The two metallic standing lamps from JoAnn's Fabrics shone on his hanging body.  He could feel their heat.  Strong lamps.  Kept the sewing ladies' eyes from going bad.  He was a naked man, hanging from a noose, high-intensity study lamps emphasizing his body in case the interstate nomads had trouble seeing him, which he personally knew from experience was not the case, he'd witnessed it himself, a fucking drive-in movie of Bob Early on the couch.  They'd be on their cell phones in a second, 911, man hanging in an apartment building as I sped past.  How long would it take the police to arrive, fifteen minutes?  He didn't want to get burned up from the lamps.  He supposed that's what the loan officer did, use those kinds of lamps to scorch off the acne. 

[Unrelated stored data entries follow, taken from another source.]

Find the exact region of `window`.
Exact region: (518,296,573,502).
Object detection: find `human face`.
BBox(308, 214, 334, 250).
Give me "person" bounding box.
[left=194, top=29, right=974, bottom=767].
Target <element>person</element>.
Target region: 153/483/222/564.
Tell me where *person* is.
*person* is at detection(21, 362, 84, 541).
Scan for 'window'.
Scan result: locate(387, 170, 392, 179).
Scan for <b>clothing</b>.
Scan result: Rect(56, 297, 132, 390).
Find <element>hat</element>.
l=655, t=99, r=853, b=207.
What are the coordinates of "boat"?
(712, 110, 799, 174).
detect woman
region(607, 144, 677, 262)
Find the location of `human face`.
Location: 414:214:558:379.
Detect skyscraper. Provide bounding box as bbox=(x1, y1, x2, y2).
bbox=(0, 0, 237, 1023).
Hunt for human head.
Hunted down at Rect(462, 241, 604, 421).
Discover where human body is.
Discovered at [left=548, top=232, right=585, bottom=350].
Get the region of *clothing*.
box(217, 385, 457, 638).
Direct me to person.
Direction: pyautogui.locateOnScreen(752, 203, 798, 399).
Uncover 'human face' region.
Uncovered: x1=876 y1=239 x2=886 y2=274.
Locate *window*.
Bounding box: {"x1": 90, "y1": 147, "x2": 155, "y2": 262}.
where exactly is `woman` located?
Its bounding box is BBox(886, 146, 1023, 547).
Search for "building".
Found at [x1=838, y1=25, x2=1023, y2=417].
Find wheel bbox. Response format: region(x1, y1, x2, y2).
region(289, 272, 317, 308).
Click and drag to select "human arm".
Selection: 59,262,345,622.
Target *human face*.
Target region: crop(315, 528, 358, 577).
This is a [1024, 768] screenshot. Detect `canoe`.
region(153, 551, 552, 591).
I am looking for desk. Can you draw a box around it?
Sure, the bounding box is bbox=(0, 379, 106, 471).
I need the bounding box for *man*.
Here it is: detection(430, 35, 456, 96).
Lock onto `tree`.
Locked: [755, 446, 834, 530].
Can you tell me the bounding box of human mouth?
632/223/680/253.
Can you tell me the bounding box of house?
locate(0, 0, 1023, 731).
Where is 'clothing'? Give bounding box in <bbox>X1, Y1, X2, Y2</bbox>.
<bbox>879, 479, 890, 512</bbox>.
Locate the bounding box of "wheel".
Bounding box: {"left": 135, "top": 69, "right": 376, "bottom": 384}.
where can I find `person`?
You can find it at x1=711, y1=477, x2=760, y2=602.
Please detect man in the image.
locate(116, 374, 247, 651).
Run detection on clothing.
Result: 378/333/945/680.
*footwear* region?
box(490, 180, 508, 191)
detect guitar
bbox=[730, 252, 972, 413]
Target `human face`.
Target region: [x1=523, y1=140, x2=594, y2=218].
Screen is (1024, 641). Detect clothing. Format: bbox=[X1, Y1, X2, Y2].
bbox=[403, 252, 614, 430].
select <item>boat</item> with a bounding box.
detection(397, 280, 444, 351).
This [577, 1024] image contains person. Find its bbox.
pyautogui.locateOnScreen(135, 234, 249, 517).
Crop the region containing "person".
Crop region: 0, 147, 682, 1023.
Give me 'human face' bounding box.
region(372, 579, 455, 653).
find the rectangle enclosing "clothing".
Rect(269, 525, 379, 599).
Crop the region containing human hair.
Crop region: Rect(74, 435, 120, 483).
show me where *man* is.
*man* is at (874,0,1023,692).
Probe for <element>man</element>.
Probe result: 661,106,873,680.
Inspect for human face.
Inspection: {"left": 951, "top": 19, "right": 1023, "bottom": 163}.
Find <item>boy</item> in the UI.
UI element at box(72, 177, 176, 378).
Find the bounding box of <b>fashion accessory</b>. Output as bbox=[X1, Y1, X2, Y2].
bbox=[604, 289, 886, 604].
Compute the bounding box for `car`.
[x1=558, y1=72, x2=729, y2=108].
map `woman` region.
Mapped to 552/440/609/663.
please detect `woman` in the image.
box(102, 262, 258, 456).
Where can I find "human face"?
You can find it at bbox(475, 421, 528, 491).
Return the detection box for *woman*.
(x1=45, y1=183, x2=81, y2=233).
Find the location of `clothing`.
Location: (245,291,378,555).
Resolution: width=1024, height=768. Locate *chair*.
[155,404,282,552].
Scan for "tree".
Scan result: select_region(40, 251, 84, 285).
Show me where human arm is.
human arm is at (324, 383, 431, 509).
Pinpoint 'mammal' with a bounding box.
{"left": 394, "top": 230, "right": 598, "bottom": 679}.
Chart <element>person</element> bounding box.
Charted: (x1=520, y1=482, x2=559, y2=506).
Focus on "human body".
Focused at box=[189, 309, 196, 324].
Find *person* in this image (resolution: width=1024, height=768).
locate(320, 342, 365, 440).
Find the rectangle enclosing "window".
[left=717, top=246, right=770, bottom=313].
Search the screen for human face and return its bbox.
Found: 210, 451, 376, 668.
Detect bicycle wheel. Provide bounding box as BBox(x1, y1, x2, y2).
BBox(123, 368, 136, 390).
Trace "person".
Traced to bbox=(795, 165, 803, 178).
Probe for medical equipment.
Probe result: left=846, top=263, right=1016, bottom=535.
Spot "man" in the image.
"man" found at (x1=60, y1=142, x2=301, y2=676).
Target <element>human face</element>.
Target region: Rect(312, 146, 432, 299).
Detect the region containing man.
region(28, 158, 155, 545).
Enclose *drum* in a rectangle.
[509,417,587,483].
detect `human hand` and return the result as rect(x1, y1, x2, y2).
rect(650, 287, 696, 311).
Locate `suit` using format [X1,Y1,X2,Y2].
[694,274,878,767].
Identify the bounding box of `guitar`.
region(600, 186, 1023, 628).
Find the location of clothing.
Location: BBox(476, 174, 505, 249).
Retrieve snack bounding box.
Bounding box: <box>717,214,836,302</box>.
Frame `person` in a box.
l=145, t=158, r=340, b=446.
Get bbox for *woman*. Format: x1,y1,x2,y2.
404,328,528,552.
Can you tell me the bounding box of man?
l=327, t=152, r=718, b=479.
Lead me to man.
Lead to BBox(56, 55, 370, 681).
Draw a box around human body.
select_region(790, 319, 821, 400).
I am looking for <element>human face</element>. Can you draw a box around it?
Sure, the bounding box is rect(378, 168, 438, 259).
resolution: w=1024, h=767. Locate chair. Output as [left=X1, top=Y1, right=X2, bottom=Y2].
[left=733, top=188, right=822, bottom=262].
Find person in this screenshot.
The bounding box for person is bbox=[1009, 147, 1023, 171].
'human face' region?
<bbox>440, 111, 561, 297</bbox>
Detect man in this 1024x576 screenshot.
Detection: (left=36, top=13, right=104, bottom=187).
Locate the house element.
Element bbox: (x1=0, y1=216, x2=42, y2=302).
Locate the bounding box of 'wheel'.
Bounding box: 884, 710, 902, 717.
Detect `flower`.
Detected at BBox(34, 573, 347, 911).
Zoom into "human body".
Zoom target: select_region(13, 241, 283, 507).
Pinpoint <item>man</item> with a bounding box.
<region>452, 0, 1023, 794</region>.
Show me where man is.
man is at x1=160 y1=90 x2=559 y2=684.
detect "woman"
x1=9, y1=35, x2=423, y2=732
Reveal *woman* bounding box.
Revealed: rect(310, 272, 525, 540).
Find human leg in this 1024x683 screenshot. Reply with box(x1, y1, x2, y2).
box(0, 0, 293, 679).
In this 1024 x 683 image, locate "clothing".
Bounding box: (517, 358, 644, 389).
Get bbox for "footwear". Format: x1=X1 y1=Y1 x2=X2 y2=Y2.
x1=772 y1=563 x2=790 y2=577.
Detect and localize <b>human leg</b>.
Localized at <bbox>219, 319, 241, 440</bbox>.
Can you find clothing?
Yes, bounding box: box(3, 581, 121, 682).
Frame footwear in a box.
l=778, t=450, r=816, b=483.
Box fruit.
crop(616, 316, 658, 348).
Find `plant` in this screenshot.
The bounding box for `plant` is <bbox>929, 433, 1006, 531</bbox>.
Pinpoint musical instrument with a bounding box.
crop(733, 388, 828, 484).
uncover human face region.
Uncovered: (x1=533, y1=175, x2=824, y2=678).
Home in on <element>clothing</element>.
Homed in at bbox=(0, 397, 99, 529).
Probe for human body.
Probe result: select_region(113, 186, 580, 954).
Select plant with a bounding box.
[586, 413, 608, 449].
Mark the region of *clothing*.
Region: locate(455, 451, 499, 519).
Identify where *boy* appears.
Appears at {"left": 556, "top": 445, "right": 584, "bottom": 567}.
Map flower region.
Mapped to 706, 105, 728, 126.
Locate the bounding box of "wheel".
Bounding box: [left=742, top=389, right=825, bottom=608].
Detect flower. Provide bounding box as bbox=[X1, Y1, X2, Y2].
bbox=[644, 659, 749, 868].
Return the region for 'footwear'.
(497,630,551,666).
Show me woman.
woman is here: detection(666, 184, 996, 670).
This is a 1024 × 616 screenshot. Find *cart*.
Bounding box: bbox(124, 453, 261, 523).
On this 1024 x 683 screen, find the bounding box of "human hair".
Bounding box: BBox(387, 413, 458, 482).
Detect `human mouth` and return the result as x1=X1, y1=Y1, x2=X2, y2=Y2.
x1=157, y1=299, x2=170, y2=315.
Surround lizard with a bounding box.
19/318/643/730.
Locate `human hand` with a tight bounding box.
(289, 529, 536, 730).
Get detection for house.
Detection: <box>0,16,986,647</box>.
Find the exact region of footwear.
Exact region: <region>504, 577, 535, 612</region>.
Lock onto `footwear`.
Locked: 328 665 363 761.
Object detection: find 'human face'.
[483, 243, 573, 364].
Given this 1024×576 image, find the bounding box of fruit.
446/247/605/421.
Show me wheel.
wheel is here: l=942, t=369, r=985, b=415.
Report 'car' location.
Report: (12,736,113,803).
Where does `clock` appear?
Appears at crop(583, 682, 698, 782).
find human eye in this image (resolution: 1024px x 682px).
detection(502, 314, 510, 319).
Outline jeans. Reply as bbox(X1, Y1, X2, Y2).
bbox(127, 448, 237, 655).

He wished he'd put on the stereo so he could judge the time. Maybe hang there for three songs.  By then some panicking driver would have called 911.  It would be his luck to get three Eagles songs, they lasted forever and sounded alike.  Why were people going to their reunion concerts?  Old news.  Like attending a eulogy.  Sung. 

He didn't have a watch on.  The TV was muted.  His neck was already cramping from twisting to the side and he bet it was only three minutes tops that he'd been hanging there.  Maybe Mike had a product for noose-sore necks, didn't know because he couldn't hear the infomercial.  For some reason the traffic on the highway had thinned dramatically, it would have to be now that this would happen.  No one driving by, no one seeing him hanging.  But maybe that was for the best.  When a driver did finally go by, he would be able to do a double-take and slow down, take another look.  Yes, a hanging man.  Then call 911 on his car phone.  Help! Good-looking guy committing suicide!  Good-looking guy committing suicide!  It was just a matter of how many minutes it would take the police to respond.  Then he'd tell them, What, me, officer, suicide?  About as likely as Ron Goldman slashing his own throat.  He'd tell them he'd been getting a lot of prank calls lately.  Reluctantly he'd have to give her up, the loan officer who'd been phoning him so much, making all those prank calls and now this, a 911 prank, he didn't want to use the word stalking but obsession might do.  He'd give them her name as soon as he could think of it because some of his blood supply was being cut off, including unfortunately the very drop of blood carrying her name tag.  That tingle in his teeth from whenever he drove past the rusted-out foundry across the street, happening again.  Light-headed feeling.  He'd tell the cops, Look, don't arrest her, she's just a poor loan officer, do you know what being a loan officer is like?  Would you like coloring in a coloring book all day long for the rest of your life?  Maybe some kind of community service instead.  Or better yet, he and the loan officer should go to couples therapy for strangers.  Something might come of it.  "Hotel California" playing far down the hall, like someone singing into a tin can.  Knees buckling.  He was going. 

The curtain rod came down on top of him, followed by the plop of rubber mat curtains.  It was like slipping in the bathtub.  What time was it?  He had no idea.  Pounding and shouts on the door woke him up.  He waited for one of his parents to get up.  To finally get up and start the day.  But they never did.  They just kept on sleeping.